For four years in high school I never saw him more than a goon-looking (better description: Erap look-alike) boy. He was a chubby fella with thick puberty mustache on a snowy white face. He wasn’t tall but his features would comprise a typical bully creature. He would actually make a good cast on a pre-teen Nickelodeon show as, well, a campus bully.
I heard he was a good sketcher. He passed the meticulous screening as one of our student paper’s artists. I would often get his surname wrong, but I wouldn’t careless, he was practically nothing to me. He was not a classmate or a friend, just one of the other ‘Feedback’ members whom I never bothered to speak to just because. Up to this day, I am not certain if he ever rendered a single drawing for one of my mushy poems in that high school paper. I would love to see even just one now.
Fast forward to university life, I saw him getting lost under nicotine’s spell just outside Thomasian walls. He was alone, but he was sporting a grin perfect for an action star’s nemesis. He looked pretty much the same: just a few inches taller than me, fair-skinned, spiked hair revealing his forehead, etcetera, and etcetera. Only that he was carrying a cigarette in his hand and was wearing a UST Engineering uniform this time. I don’t know why it felt like I had high blood when I saw him again. Probably it was the cigarette, the ever-thick mustache, or the devilish layout of his face. Poor kid, he never wronged me but his very existence flushed angry blood in my veins.
I would get on the same jeepney with him from time to time, to and fro school. But as expected, I never uttered a greeting or paid an eye-to-eye contact. I always acted like a total stranger, a snobbish bitch. My deliberate avoidance and selective allergy to this man went on until my senior year in UST. But my superiority complex became tiresome, and one fateful night, for only God knows why, I found myself chatting with him online (I think I have to mention that I was once again part of the student newspaper and treated every college acquaintance a possible source of an insider scoop?).
I have to admit that I enjoyed our very first conversation (without malice on my part) despite knowing each others’ faces and names for seven long years. Weeks passed by and the getting-to-know stage was smooth, and this was again, despite the fact that I rejected our common friend’s matchmaking attempts a year ago. The after-class dinners with him became my most-awaited portions of the day. Whenever the clock strikes six, I would automatically hope to receive a text message doubling as an invitation for dinner and star-gazing in Lovers’ Lane. He never failed. Well, only once. I remember an instance when he called to check up on me and I learned that he was on his way home from a group meeting. Upon hearing my sad voice (which I of course tried to conceal!), he hurried back to UST, waited for my three-hour class alone in a bench in front of the Arts and Letters building (like he would always do), and took me home.
All courtships reach a deadline. There’s the inevitable judgment day for the other party to accomplish. I knew then that mine was near – it’s either a yes or a no from me or an act of surrender by him. My whole being wanted to say yes, except for my brain. Part of me still wanted to remain skeptic. I asked for a foolproof sign from the Guy from above. I figured that if the go signal would come from Him, I’ll be going to hell for entertaining second thoughts. I said “YOU have to tell me. Yes, YOU.” But He wasn’t crazy enough to appear in front of me or tell me what I wanted to hear in a dream that I usually forget. The morning I was dying to say yes, but have not told anyone yet, I got a surprising message from my best friend at 7am. Her words were something like “If he makes you happy, go and be with him”.
At around 3pm, I walked through the campus with him until I found the perfect spot where I could hand him my apology letter. It was our usual place in UST where we share stories and star-gaze at night. Yes, it was in Lovers’ Lane. How literal could it be?
The letter said sorry for a lot of things: the overwhelmingly long waiting hours he endured every day just to have a 30-minute jeepney ride back to Tondo with me, the calls and texts I failed to get back to, the thesis I have to prioritize, the occasional snob stares I gave, and the list went on and on. But basically, it said one thing. It said sorry that it took me a while to give him the yes he already deserved since day one.
After reading the letter, his wide excited eyes turned to me and said “Are we—?“ I smiled. And then he asked “Can I hold your hand?” I laughed.
That scene was 35 months ago. Today, we laugh even harder together, share more and more stories, stare and smile at each other for no particular reason, and watch the sky for new shooting stars (UFOs included).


* Exercise directions
When you give the entries again, keep every word as it stands and drop the pictures.

* Data supplied
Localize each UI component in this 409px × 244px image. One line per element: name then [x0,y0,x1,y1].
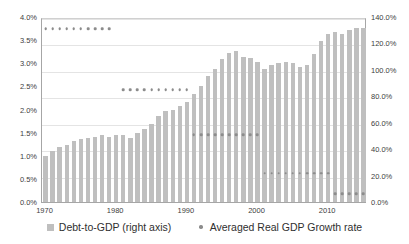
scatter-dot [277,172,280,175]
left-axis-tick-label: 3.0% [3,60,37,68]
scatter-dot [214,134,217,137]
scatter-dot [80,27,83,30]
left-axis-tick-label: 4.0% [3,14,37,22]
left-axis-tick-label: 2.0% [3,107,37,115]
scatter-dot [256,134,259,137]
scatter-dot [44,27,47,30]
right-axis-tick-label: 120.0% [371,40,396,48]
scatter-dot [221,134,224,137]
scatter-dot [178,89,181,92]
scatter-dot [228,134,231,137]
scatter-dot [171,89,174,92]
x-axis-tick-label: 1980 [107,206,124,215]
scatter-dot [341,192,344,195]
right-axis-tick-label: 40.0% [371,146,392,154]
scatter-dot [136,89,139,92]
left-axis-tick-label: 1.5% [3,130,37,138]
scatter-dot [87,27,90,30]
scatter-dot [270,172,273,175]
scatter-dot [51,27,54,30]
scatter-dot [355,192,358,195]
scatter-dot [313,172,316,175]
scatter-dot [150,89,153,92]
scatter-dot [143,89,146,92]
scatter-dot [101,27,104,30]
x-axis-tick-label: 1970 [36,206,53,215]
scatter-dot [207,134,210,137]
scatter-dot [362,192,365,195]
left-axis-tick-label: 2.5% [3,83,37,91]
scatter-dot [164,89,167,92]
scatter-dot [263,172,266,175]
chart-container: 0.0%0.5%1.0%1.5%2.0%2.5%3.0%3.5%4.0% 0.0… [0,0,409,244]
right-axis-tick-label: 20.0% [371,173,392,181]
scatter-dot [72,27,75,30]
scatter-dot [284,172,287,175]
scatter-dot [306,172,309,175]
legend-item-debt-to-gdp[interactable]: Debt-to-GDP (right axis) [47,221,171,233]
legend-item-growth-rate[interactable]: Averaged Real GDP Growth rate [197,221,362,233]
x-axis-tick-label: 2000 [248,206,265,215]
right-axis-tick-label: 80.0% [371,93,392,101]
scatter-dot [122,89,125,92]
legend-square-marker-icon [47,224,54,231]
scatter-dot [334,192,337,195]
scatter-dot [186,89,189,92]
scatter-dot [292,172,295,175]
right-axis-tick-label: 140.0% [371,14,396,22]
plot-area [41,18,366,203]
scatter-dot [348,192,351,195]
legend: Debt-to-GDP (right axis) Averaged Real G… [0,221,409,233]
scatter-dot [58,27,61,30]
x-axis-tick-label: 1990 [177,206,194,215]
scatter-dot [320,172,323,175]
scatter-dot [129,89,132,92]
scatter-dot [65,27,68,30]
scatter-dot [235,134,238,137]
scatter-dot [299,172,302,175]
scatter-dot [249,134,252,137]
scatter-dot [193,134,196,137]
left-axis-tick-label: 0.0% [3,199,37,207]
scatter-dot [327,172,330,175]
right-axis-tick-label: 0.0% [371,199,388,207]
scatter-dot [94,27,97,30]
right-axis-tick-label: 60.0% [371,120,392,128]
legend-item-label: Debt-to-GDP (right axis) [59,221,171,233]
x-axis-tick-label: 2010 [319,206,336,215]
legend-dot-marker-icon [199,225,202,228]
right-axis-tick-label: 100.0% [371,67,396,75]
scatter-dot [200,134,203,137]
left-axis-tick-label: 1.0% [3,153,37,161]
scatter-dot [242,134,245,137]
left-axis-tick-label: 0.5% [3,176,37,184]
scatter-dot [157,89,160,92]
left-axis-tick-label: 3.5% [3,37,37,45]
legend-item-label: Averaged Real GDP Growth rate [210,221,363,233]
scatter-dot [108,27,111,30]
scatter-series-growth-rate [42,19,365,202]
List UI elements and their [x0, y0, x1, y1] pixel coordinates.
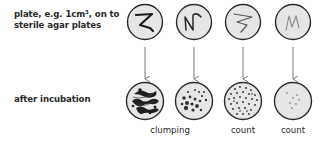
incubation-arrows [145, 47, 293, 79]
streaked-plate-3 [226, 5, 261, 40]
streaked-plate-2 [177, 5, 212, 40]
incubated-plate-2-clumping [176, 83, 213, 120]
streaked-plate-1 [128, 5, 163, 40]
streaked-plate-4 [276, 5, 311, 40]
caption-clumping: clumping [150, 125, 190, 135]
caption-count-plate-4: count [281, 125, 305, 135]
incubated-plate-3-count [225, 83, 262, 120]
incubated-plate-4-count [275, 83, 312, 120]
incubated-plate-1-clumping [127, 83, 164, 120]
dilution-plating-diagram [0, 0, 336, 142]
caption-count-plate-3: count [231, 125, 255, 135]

* Answer
Localize each UI component in this 409px × 244px image. One line per element: name then [x0,y0,x1,y1].
scatter-dot [277,172,280,175]
left-axis-tick-label: 3.0% [3,60,37,68]
scatter-dot [214,134,217,137]
scatter-dot [80,27,83,30]
left-axis-tick-label: 4.0% [3,14,37,22]
left-axis-tick-label: 2.0% [3,107,37,115]
scatter-dot [256,134,259,137]
scatter-dot [44,27,47,30]
right-axis-tick-label: 120.0% [371,40,396,48]
scatter-dot [221,134,224,137]
scatter-dot [178,89,181,92]
scatter-dot [228,134,231,137]
scatter-dot [171,89,174,92]
x-axis-tick-label: 1980 [107,206,124,215]
scatter-dot [341,192,344,195]
right-axis-tick-label: 40.0% [371,146,392,154]
scatter-dot [136,89,139,92]
left-axis-tick-label: 1.5% [3,130,37,138]
scatter-dot [87,27,90,30]
scatter-dot [270,172,273,175]
scatter-dot [51,27,54,30]
scatter-dot [355,192,358,195]
scatter-dot [313,172,316,175]
scatter-dot [150,89,153,92]
scatter-dot [143,89,146,92]
scatter-dot [101,27,104,30]
x-axis-tick-label: 1970 [36,206,53,215]
scatter-dot [207,134,210,137]
scatter-dot [362,192,365,195]
left-axis-tick-label: 2.5% [3,83,37,91]
scatter-dot [164,89,167,92]
scatter-dot [263,172,266,175]
chart-container: 0.0%0.5%1.0%1.5%2.0%2.5%3.0%3.5%4.0% 0.0… [0,0,409,244]
right-axis-tick-label: 20.0% [371,173,392,181]
scatter-dot [72,27,75,30]
scatter-dot [284,172,287,175]
scatter-dot [306,172,309,175]
legend-item-debt-to-gdp[interactable]: Debt-to-GDP (right axis) [47,221,171,233]
legend-item-growth-rate[interactable]: Averaged Real GDP Growth rate [197,221,362,233]
x-axis-tick-label: 2000 [248,206,265,215]
right-axis-tick-label: 80.0% [371,93,392,101]
scatter-dot [122,89,125,92]
legend-square-marker-icon [47,224,54,231]
scatter-dot [334,192,337,195]
scatter-dot [186,89,189,92]
scatter-dot [292,172,295,175]
right-axis-tick-label: 140.0% [371,14,396,22]
plot-area [41,18,366,203]
scatter-dot [348,192,351,195]
legend: Debt-to-GDP (right axis) Averaged Real G… [0,221,409,233]
scatter-dot [58,27,61,30]
x-axis-tick-label: 1990 [177,206,194,215]
scatter-dot [320,172,323,175]
scatter-dot [129,89,132,92]
scatter-dot [65,27,68,30]
scatter-dot [235,134,238,137]
scatter-dot [299,172,302,175]
scatter-dot [249,134,252,137]
scatter-dot [193,134,196,137]
left-axis-tick-label: 0.0% [3,199,37,207]
scatter-dot [327,172,330,175]
right-axis-tick-label: 0.0% [371,199,388,207]
scatter-dot [94,27,97,30]
right-axis-tick-label: 60.0% [371,120,392,128]
legend-item-label: Debt-to-GDP (right axis) [59,221,171,233]
x-axis-tick-label: 2010 [319,206,336,215]
legend-dot-marker-icon [199,225,202,228]
right-axis-tick-label: 100.0% [371,67,396,75]
scatter-dot [200,134,203,137]
left-axis-tick-label: 1.0% [3,153,37,161]
scatter-dot [242,134,245,137]
left-axis-tick-label: 0.5% [3,176,37,184]
scatter-dot [157,89,160,92]
left-axis-tick-label: 3.5% [3,37,37,45]
legend-item-label: Averaged Real GDP Growth rate [210,221,363,233]
scatter-dot [108,27,111,30]
scatter-series-growth-rate [42,19,365,202]
List UI elements and their [x0, y0, x1, y1] pixel coordinates.
incubation-arrows [145, 47, 293, 79]
streaked-plate-3 [226, 5, 261, 40]
streaked-plate-2 [177, 5, 212, 40]
incubated-plate-2-clumping [176, 83, 213, 120]
streaked-plate-1 [128, 5, 163, 40]
streaked-plate-4 [276, 5, 311, 40]
caption-clumping: clumping [150, 125, 190, 135]
caption-count-plate-4: count [281, 125, 305, 135]
incubated-plate-3-count [225, 83, 262, 120]
incubated-plate-4-count [275, 83, 312, 120]
incubated-plate-1-clumping [127, 83, 164, 120]
dilution-plating-diagram [0, 0, 336, 142]
caption-count-plate-3: count [231, 125, 255, 135]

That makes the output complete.